February 5th, 2008
Opportunity computing?
Do you believe in opportunity computing?
Etelos is offering this as a new buzzword.
It basically describes a collection of hardware and software resources which can be quickly deployed out to users, as opportunity arises.
This is contrasted with utility computing, a metered on-demand system.
According to Etelos CEO Danny Kolke, opportunity computing is all about time-to-market. It includes databases, APIs, and commerce features. “Opportunity computing is really a superset of utility computing,” he writes.
It’s when you look at the tools Kolke is talking about that you begin to get the picture.
He’s combining advertising, applications, the cash register, and all the relationships which go into those elements in his model.
The question is, how far should IT people get into the realms of marketing and advertising? Can they be held accountable? Are we now going to sort marketing companies based on their computing platforms?
More to the point, how does this apply to standards and open source? If some standards, like SharePoint and OpenXML, are proprietary, how can you work in opportunity computing and not respond to that?
If we’re to have opportunity computing, in other words, the opportunity needs to be open to everyone. We can’t split marketing and fulfillment into separate proprietary and open source worlds. Can we?
Maybe it’s unfair, but this is the real world. Your time-to-market depends a lot on your ability to integrate whatever you have with others’ billing, shipping, and marketing systems. You have systems, they have systems, maybe it’s just one big system.
I think a lot of people on the C-level — CEOs, COOs, CFOs, even Chief Marketing Offices (CMOs) — will grasp this as a truth immediately.
Whether the Chief Information Officer (CIO) should look at them askance is what I’m asking you today.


What you should do: The reply should be one number: how many lines of the data below contain "icon".

Given records:
++++++
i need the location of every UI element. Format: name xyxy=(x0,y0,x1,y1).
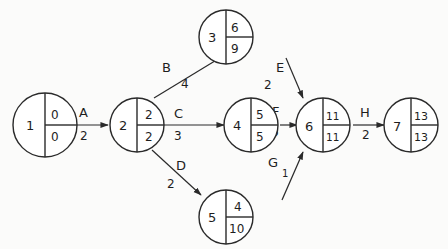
edge-e-duration: 2 xyxy=(264,78,272,92)
node-3-earliest: 6 xyxy=(231,21,239,35)
node-5-earliest: 4 xyxy=(234,200,242,214)
edge-e xyxy=(286,58,303,98)
node-5-id: 5 xyxy=(208,210,216,225)
edge-h-duration: 2 xyxy=(362,128,370,142)
node-1-latest: 0 xyxy=(51,130,59,144)
edge-g-duration: 1 xyxy=(282,168,288,179)
node-2-latest: 2 xyxy=(145,130,153,144)
edge-b-duration: 4 xyxy=(181,77,189,91)
node-1-earliest: 0 xyxy=(51,108,59,122)
node-1: 1 0 0 xyxy=(13,93,77,157)
node-7-id: 7 xyxy=(393,119,401,134)
node-1-id: 1 xyxy=(26,118,34,133)
edge-c-duration: 3 xyxy=(174,129,182,143)
node-7-latest: 13 xyxy=(414,131,428,144)
node-6-earliest: 11 xyxy=(326,110,339,122)
node-4-earliest: 5 xyxy=(256,108,264,122)
node-2-earliest: 2 xyxy=(145,108,153,122)
node-7: 7 13 13 xyxy=(384,98,438,152)
node-2: 2 2 2 xyxy=(110,98,164,152)
node-7-earliest: 13 xyxy=(414,110,428,123)
node-4: 4 5 5 xyxy=(224,98,278,152)
edge-b-activity: B xyxy=(162,60,171,75)
node-6-latest: 11 xyxy=(326,131,339,143)
node-2-id: 2 xyxy=(119,118,127,133)
network-diagram: A 2 B 4 C 3 D 2 E 2 F 6 G 1 H 2 1 0 0 2 … xyxy=(0,0,448,249)
node-4-id: 4 xyxy=(233,118,241,133)
edge-c-activity: C xyxy=(174,106,183,121)
edge-d-activity: D xyxy=(176,158,186,173)
node-3-id: 3 xyxy=(208,30,216,45)
node-6: 6 11 11 xyxy=(296,98,350,152)
node-5: 5 4 10 xyxy=(199,190,253,244)
node-6-id: 6 xyxy=(305,119,313,134)
edge-a-activity: A xyxy=(79,105,88,120)
edge-e-activity: E xyxy=(276,60,284,75)
edge-g-activity: G xyxy=(268,155,278,170)
edge-a-duration: 2 xyxy=(80,129,88,143)
edge-d-duration: 2 xyxy=(167,177,175,191)
node-5-latest: 10 xyxy=(229,222,244,236)
node-3: 3 6 9 xyxy=(199,10,253,64)
edge-h-activity: H xyxy=(360,105,370,120)
node-4-latest: 5 xyxy=(256,130,264,144)
node-3-latest: 9 xyxy=(231,42,239,56)
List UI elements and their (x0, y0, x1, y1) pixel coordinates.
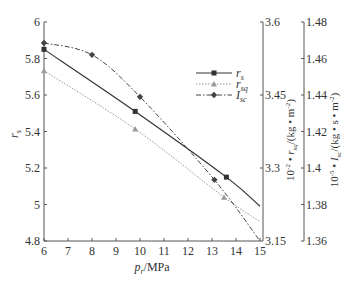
y-rsq-tick-label: 3.3 (265, 161, 280, 175)
axis-labels: pr/MPars10-2 • rsq/(kg • m-2)10-5 • Isc/… (7, 92, 343, 276)
triangle-marker-icon (132, 126, 138, 132)
y-rsq-tick-label: 3.6 (265, 15, 280, 29)
y-isc-tick-label: 1.36 (306, 234, 327, 248)
y-isc-tick-label: 1.44 (306, 88, 327, 102)
y-axis-right-rsq-label: 10-2 • rsq/(kg • m-2) (284, 99, 299, 181)
y-left-tick-label: 5.6 (25, 88, 40, 102)
x-axis-label: pr/MPa (133, 260, 170, 276)
y-left-tick-label: 5.8 (25, 52, 40, 66)
square-marker-icon (212, 71, 217, 76)
x-tick-label: 12 (182, 244, 194, 258)
y-left-tick-label: 5.4 (25, 125, 40, 139)
y-axis-right-isc-label: 10-5 • Isc/(kg • s • m-2) (328, 92, 343, 187)
diamond-marker-icon (89, 52, 95, 58)
x-tick-label: 8 (89, 244, 95, 258)
y-isc-tick-label: 1.4 (306, 161, 321, 175)
y-isc-tick-label: 1.48 (306, 15, 327, 29)
x-tick-label: 6 (41, 244, 47, 258)
y-rsq-tick-label: 3.15 (265, 234, 286, 248)
series-r-s (42, 47, 261, 206)
y-left-tick-label: 5 (34, 198, 40, 212)
plot-area (41, 40, 260, 241)
x-tick-label: 7 (65, 244, 71, 258)
diamond-marker-icon (211, 92, 217, 98)
y-left-tick-label: 4.8 (25, 234, 40, 248)
square-marker-icon (42, 47, 47, 52)
legend: rsrsqIsc (196, 66, 248, 104)
x-tick-label: 9 (113, 244, 119, 258)
y-left-tick-label: 6 (34, 15, 40, 29)
y-axis-left-label: rs (7, 130, 23, 138)
x-tick-label: 11 (158, 244, 170, 258)
x-tick-label: 13 (206, 244, 218, 258)
y-left-tick-label: 5.2 (25, 161, 40, 175)
square-marker-icon (224, 175, 229, 180)
square-marker-icon (133, 109, 138, 114)
series-line (44, 71, 260, 222)
y-rsq-tick-label: 3.45 (265, 88, 286, 102)
x-tick-label: 10 (134, 244, 146, 258)
x-tick-label: 14 (230, 244, 242, 258)
series-r-sq (41, 68, 260, 222)
legend-item-I-sc: Isc (196, 88, 247, 104)
diamond-marker-icon (41, 40, 47, 46)
chart: 67891011121314154.855.25.45.65.863.153.3… (0, 0, 354, 284)
y-isc-tick-label: 1.42 (306, 125, 327, 139)
legend-item-r-sq: rsq (196, 77, 248, 93)
y-isc-tick-label: 1.46 (306, 52, 327, 66)
triangle-marker-icon (41, 68, 47, 74)
y-isc-tick-label: 1.38 (306, 198, 327, 212)
axes: 67891011121314154.855.25.45.65.863.153.3… (25, 15, 327, 258)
++++++
Task solution: 9